When I was a kid I spent a fair bit of time staying at my Nana’s house. It was a place with a huge garden, workshops filled with those satisfying grandad style machines made of cast iron, the smell of oil, a bike to ride, swings, snooker tables and a kitchen ever ready to bake in, mix up potions and consume huge bowls of porridge. One of my favourite things was the old manuals, annuals and stories left over from my mum and aunt’s childhood. I can still remember the story of Inca the pony almost word for word and the Chalet School and Cherry Ames books form part of my own library of loved old books now. But the bits I loved the most were the articles on crafts, on living wild, on making fires and cooking over them, fixing yourself a pair of snow blindness glasses from grass should your plane crash unexpectedly…
I was most disappointed when I joined big school (not much Chalet School adventure there) and Guides (nothing like the manuals of the 50’s at all); somehow the past seemed better. It was perhaps partly that that made me want to keep my girls out of school so they could spend more time just being and scrabbling in the dirt, making their own entertainment and games. By and large it worked, though I think I might have had to ban all gadgets for it to be perfect – and I’m too much of a techno geek myself to do so. But it is one of the things I most wish for them – and am most sorry about – somehow our home town doesn’t have the scope for such things. I long for them to have the run of Dartmoor like Max did, just playing and being and exploring and improvising.
This game said it all to me yesterday; I would have played Famous Five or Swallows and Amazons and they played The Hunger Games but the effect was the same. Two hours of intense fun and hot pursuit in an imaginary world and the joy of the game ending with a well earned breather.
***
In the last little while there has been a flourish of books that appeal to the daring do of kids and we own plenty of them. They’ve been adored books at Christmases, encouraged them to try new books from snippets inside them, inspired new activities. I don’t think any of them have been quite as admired as UNBORED though, which we got sent to review recently. It appeals to me for so many reasons, at least one of which is the fantastic, evocative illustrations in three or four tones of line drawing and colouring that mix with the photos throughout.
The premise of the book is fabulously 21st century too while keeping all those traditions of the get on and do book that I so approve of. It mixes clapping games (oh, we have such a responsibility to keep those playground games going) with geocaching, making a mouse house with lolly sticks or learning to blog, interesting facts about the history of travel tucked in with a excerpt from 80 Days Around the World. It balances the old and the new so beautifully, so engagingly and so inspirationally that it is hard not to just want to leap up and “do!” instantly.
I love it. It is a beautifully made, beautifully bound, instantly heirloom book that every home should have. And you can buy it for less than ยฃ20, which is frankly a total bargain. This book makes me want to be a child again; the sections on you, home, society and adventure are all fabulous, all mind expanding and all beautiful and the sentence at the beginning “kids spend too much time staring st TV and computer screens, videogames, MP3 players and mobile phones…” has just made me kick all of mine off Animal Crossing. And made me kick myself back off this laptop to go walking ๐
This is what Maddy has to say about it:
“There is certainly a lot to interest you in it because it tells you things you thought you might need adult supervision to do and also good ideas for old things decoupage (in the book it suggests using this to decorate a skateboard). There are crafts which are inspiring and masses of tips for activities such as geocaching and building dens, making guitars and so on. It makes these things seem accessible to try. It has survival ideas, camping ideas, igloo making and quick shelters. There is a real mix of modern and old – from rock music, to interesting facts and making Lego robots and how to use apps for exploration to making bombs from cola and mints.”
Maddy gave the book 9/10 – she didn’t have a reason for it not getting 10/10 except that she hasn’t read it all yet!
I give it 10/10 ๐
“Use the World, or the World will use you”. Good advice.
Disclosure: We were sent this book free to review by Bloomsbury. All views are unbiased and our own. The link to Amazon is an affiliate link which would give me a (very very very) small commission.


== How to complete this task ==
Where does the word "development" occur in the material? Copy each line that has it.

═══

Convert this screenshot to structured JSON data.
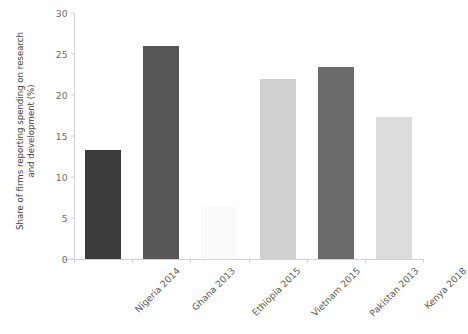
{
  "chart_data": {
    "type": "bar",
    "title": "",
    "subtitle": "",
    "xlabel": "",
    "ylabel": "Share of firms reporting spending on research and development (%)",
    "ylabel_lines": [
      "Share of firms reporting spending on research",
      "and development (%)"
    ],
    "categories": [
      "Nigeria 2014",
      "Ghana 2013",
      "Ethiopia 2015",
      "Vietnam 2015",
      "Pakistan 2013",
      "Kenya 2018"
    ],
    "values": [
      13.3,
      26.0,
      6.3,
      22.0,
      23.4,
      17.3
    ],
    "bar_colors": [
      "#3b3b3b",
      "#575757",
      "#fafafa",
      "#d1d1d1",
      "#6b6b6b",
      "#dcdcdc"
    ],
    "ylim": [
      0,
      30
    ],
    "yticks": [
      0,
      5,
      10,
      15,
      20,
      25,
      30
    ],
    "ytick_labels": [
      "0",
      "5",
      "10",
      "15",
      "20",
      "25",
      "30"
    ],
    "grid": false,
    "legend": false,
    "legend_position": "none",
    "orientation": "vertical",
    "xtick_label_rotation": -45
  },
  "axis": {
    "line_color": "#d2d2d2",
    "tick_label_color": "#6d6d6d"
  }
}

═══

== Answer to this task ==
    "ylabel": "Share of firms reporting spending on research and development (%)",
      "and development (%)"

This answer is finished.